In physics, thermalisation (or thermalization) is the process of physical bodies reaching thermal equilibrium through mutual interaction. In general, the natural tendency of a system is towards a state of equipartition of energy and uniform temperature that maximizes the system's entropy. Thermalisation, thermal equilibrium, and temperature are therefore important fundamental concepts within statistical physics, statistical mechanics, and thermodynamics; all of which are a basis for many other specific fields of scientific understanding and engineering application.

Examples of thermalisation include:

The hypothesis, foundational to most introductory textbooks treating quantum statistical mechanics,[4] assumes that systems go to thermal equilibrium (thermalisation). The process of thermalisation erases local memory of the initial conditions. The eigenstate thermalisation hypothesis is a hypothesis about when quantum states will undergo thermalisation and why.

Not all quantum states undergo thermalisation. Some states have been discovered which do not (see below), and their reasons for not reaching thermal equilibrium are unclear as of March 2019.

Theoretical description

The process of equilibration can be described using the H-theorem or the relaxation theorem,[5] see also entropy production.

Systems resisting thermalisation

Classical systems

Broadly-speaking, classical systems with non-chaotic behavior will not thermalise. Systems with many interacting constituents are generally expected to be chaotic, but this assumption sometimes fails. A notable counter example is the Fermi–Pasta–Ulam–Tsingou problem, which displays unexpected recurrence and will only thermalise over very long time scales.[6] Non-chaotic systems which are pertubed by weak non-linearities will not thermalise for a set of initial conditions, with non-zero volume in the phase space, as stated by the KAM theorem, although the size of this set decreases exponentially with the number of degrees of freedom.[7] Many-body integrable systems, which have an extensive number of conserved quantities, will not thermalise in the usual sense, but will equilibrate according to a generalized Gibbs ensemble.[8][9]

Quantum systems

Some such phenomena resisting the tendency to thermalize include (see, e.g., a quantum scar):[10]

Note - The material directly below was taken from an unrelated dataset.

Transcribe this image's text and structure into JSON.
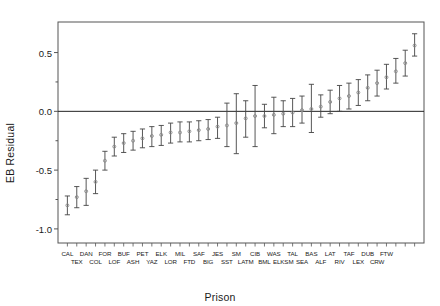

  • Conventional quantum scars,[11][12][13][14] which refer to eigenstates with enhanced probability density along unstable periodic orbits much higher than one would intuitively predict from classical mechanics.
  • Perturbation-induced quantum scarring:[15][16][17][18][19] despite the similarity in appearance to conventional scarring, these scars have a novel underlying mechanism stemming from the combined effect of nearly-degenerate states and spatially localized perturbations,[15][19] and they can be employed to propagate quantum wave packets in a disordered quantum dot with high fidelity.[16]
  • Many-body quantum scars.
  • Many-body localisation (MBL),[20] quantum many-body systems retaining memory of their initial condition in local observables for arbitrary amounts of time.[21][22]

Other systems that resist thermalisation and are better understood are quantum integrable systems[23] and systems with dynamical symmetries.[24]